Why is resource allocation so difficult?
Resource allocation is the process by which leaders of an institution quantitatively define available capital resources and make decisions regarding the deployment of those resources for re-investment purposes, investment in future growth, or as reserves on the balance sheet.
Sounds simple, right? Not really, as many of you may experience.
Often the key challenge stems from the fact that while true resource allocation is a strategic process, sufficient capital resources are not available to fund all desired strategies. As a result, a less structured and disciplined process easily becomes a political exercise instead of a data-based decision-making process. Leaders always must make choices. Their decision-making process and the choices that emerge are critical to the long-term sustainability of all colleges and universities. Resource allocation must ensure the continued financial strength and mission effectiveness of the institution.
How is this best assured? By allocating resources within a planning cycle.
The recommended resource-allocation process, with a proven multi-decade record of accomplishment in non-profit organizations and for-profit companies, supports a university or college’s strategic goals by doing the following:
- Linking financial planning and capital resource planning to the objectives and priorities of the organization’s strategic plan
- Providing a “portfolio” context for allocation decisions that incorporates the priority strategic, mission, and operational goals of the institution
- Defining a disciplined and consistent framework for evaluation of all proposed uses of defined capital resources
- Ensuring a process structure that is rigorous and transparent, supporting comparisons among initiatives throughout the institution and accountability for investment results
This type of resource-allocation process will allow universities and colleges to find an acceptable balance between the need for continuing strategic investment and the ability to generate resource capacity.
Find an acceptable balance between the need for continuing strategic investment and the ability to generate resource capacity
By definition, such an approach brings together into one cycle, strategic planning, financial and capital planning, and annual budgeting, as shown below.
Best-practice resource allocation is grounded through the institution’s strategic planning process. Leaders should use this process to identify the market- and mission-based strategies that they want to pursue to achieve institutional objectives, and that will require funding during the next five to ten years.
In the next stage, the financial planning process, leaders should quantify the broad investment requirements and potential effects of the defined strategies, evaluating whether the strategies can be implemented (i.e., funded) within an acceptable credit context. At the same time, leaders should look at how to optimize the use of external debt and philanthropy (capital structure) to fund the identified strategies in a manner that ensures maximum flexibility and the lowest possible cost of capital.
Prioritization of specific resource-investment opportunities is an iterative step that should occur through an institution’s capital resource-allocation process. Once leaders make those allocations, the annual budgeting process, which creates a current-year implementation and operating plan, integrates the targets of the strategic and financial plans with the specific investment decisions of the resource-allocation process.
Best-practice resource allocation is grounded through the institution’s strategic planning process
To succeed in a competitive environment, leaders must competently manage the cycle through feedback and control mechanisms at every stage. To do so involves understanding the technical and mathematical relationship among cycle components. Success or failure with one component affects success or failure in other parts of the cycle.
How Budgeting Differs from Resource Allocation
An improved understanding of the differentiation is required in higher education. As shown in the figure, capital or operational budgeting is a small piece of the comprehensive resource-allocation process. It is the administrative process used by institutions to spend allocated dollars, involving detailed listing of spending during the next fiscal year. Typically, budgeting relates only to “routine” items, recurring expenses, and new spending that fall under the purview of a school dean or department manager, who, by virtue of function, do not have the full view of institutional spending priorities and allocations.
While many institutions are beginning to adopt initiative-based planning as part of the budgeting process, such planning typically occurs in a decentralized fashion and is not a systematic process for deciding which initiatives to approve institution-wide. That strategic evaluation occurs during capital resource allocation to ensure the strategic and financial health of the institution.
Using the Cycle
Use of the resource planning and management cycle helps to foster a culture that respects the relationships among strategic objectives, resource capacity—i.e., the resources required to fund strategic and routine capital needs—and financial risk. Dollars allocated to specific initiatives reflect the organization’s long-term financial vision, and create an overall portfolio that will generate an optimal return. Leaders of high-performing organizations recognize that operating margins are the key ingredient for cash reserves that they can potentially deploy for future strategic investments, and for credit quality that allows access to the debt markets. Such margins result from persistent, focused management of all aspects of the organization’s decision-making processes.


REQUIRED ACTION:
Filter the listing below, copying every line in which the word "WalletConnect" appears.

AVAILABLE RECORDS:
--------------------
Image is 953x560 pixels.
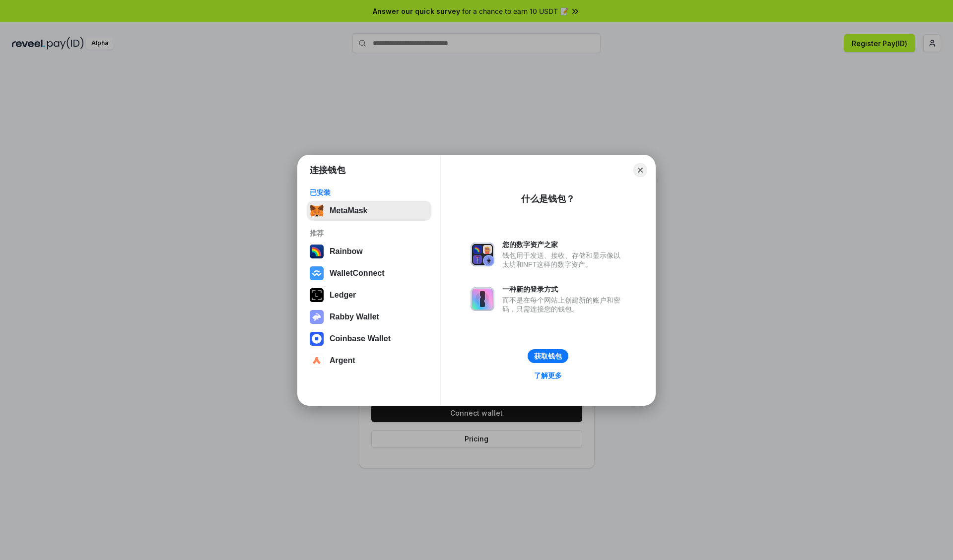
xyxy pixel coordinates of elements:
[329,334,391,343] div: Coinbase Wallet
[310,164,345,176] h1: 连接钱包
[310,229,428,237] div: 推荐
[329,206,367,215] div: MetaMask
[310,188,428,197] div: 已安装
[310,267,324,280] img: svg+xml,%3Csvg%20width%3D%2228%22%20height%3D%2228%22%20viewBox%3D%220%200%2028%2028%22%20fill%3D...
[502,295,626,314] div: 而不是在每个网站上创建新的账户和密码，只需连接您的钱包。
[528,369,568,382] a: 了解更多
[329,357,355,365] div: Argent
[310,288,324,302] img: svg+xml,%3Csvg%20xmlns%3D%22http%3A%2F%2Fwww.w3.org%2F2000%2Fsvg%22%20width%3D%2228%22%20height%3...
[307,285,431,305] button: Ledger
[307,329,431,349] button: Coinbase Wallet
[534,371,562,380] div: 了解更多
[329,269,385,278] div: WalletConnect
[502,285,626,293] div: 一种新的登录方式
[310,332,324,346] img: svg+xml,%3Csvg%20width%3D%2228%22%20height%3D%2228%22%20viewBox%3D%220%200%2028%2028%22%20fill%3D...
[534,352,562,361] div: 获取钱包
[310,310,324,323] img: svg+xml,%3Csvg%20xmlns%3D%22http%3A%2F%2Fwww.w3.org%2F2000%2Fsvg%22%20fill%3D%22none%22%20viewBox...
[502,240,626,249] div: 您的数字资产之家
[329,247,363,256] div: Rainbow
[329,291,356,299] div: Ledger
[310,204,324,218] img: svg+xml,%3Csvg%20fill%3D%22none%22%20height%3D%2233%22%20viewBox%3D%220%200%2035%2033%22%20width%...
[307,263,431,283] button: WalletConnect
[310,354,324,367] img: svg+xml,%3Csvg%20width%3D%2228%22%20height%3D%2228%22%20viewBox%3D%220%200%2028%2028%22%20fill%3D...
[470,243,495,267] img: svg+xml,%3Csvg%20xmlns%3D%22http%3A%2F%2Fwww.w3.org%2F2000%2Fsvg%22%20fill%3D%22none%22%20viewBox...
[521,193,575,205] div: 什么是钱包？
[310,245,324,259] img: svg+xml,%3Csvg%20width%3D%22120%22%20height%3D%22120%22%20viewBox%3D%220%200%20120%20120%22%20fil...
[633,163,647,177] button: Close
[307,351,431,370] button: Argent
[470,287,495,311] img: svg+xml,%3Csvg%20xmlns%3D%22http%3A%2F%2Fwww.w3.org%2F2000%2Fsvg%22%20fill%3D%22none%22%20viewBox...
[307,201,431,221] button: MetaMask
[307,241,431,261] button: Rainbow
[307,307,431,327] button: Rabby Wallet
[329,313,379,322] div: Rabby Wallet
[528,349,568,363] button: 获取钱包
[502,251,626,269] div: 钱包用于发送、接收、存储和显示像以太坊和NFT这样的数字资产。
--------------------
RESULT OF THE EXERCISE:
[329,269,385,278] div: WalletConnect
[307,263,431,283] button: WalletConnect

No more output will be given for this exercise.